As of sysvinit-2.86-17, init wakes up every 5 seconds. It looks like most of it's time is spent in select() in check_init_fifo(), which has a 5-second timeout. That appears to accomplish two things: 1. lets it poll regularly to see if INIT_FIFO ("/dev/initctl") has changed. This could be replaced with inotify, if it's necessary at all. 2. lets it poll for signals. (If it is in select() when they arrive, it will get an EINTR, but one could arrive between it checking and entering select().) This could be replaced with the "self-pipe trick".
Somewhat glib, but if we're getting to the point where an every five second wakeup is an issue, we're doing a lot better than I thought we were. More concretely - does inotify actually work correctly on pipes?
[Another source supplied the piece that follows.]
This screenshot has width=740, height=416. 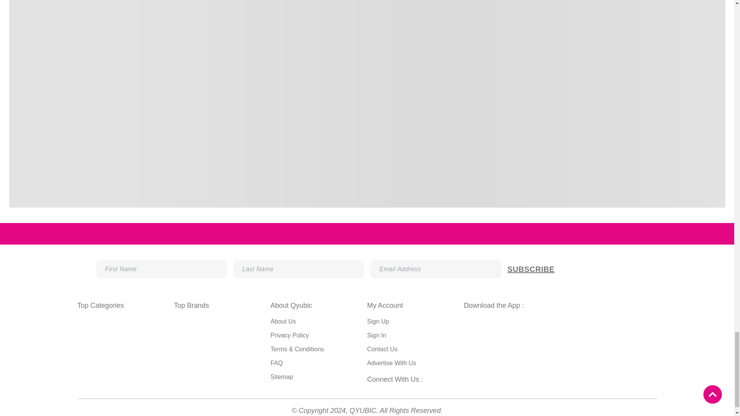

There are worse ones, but they look harder to fix. :( In particular, I'm mulling over the python-gobject one; there seem to be a bunch of them inside the kernel; and the !@#$@! proprietary VMware tools wake up way too often. But to answer your real question: I don't believe inotify works any differently on named pipes than on any other type of inode. I've never actually used the interface before, but since you asked, I just tried whipping up a test program, and it seems to be doing the right thing. If that path is created/deleted/moved, it says so. That's what init seems to be expecting, though I'm not sure why you'd actually do that.
'Fixed' with upstart now in rawhide. Setting to wontfix for sysvinit.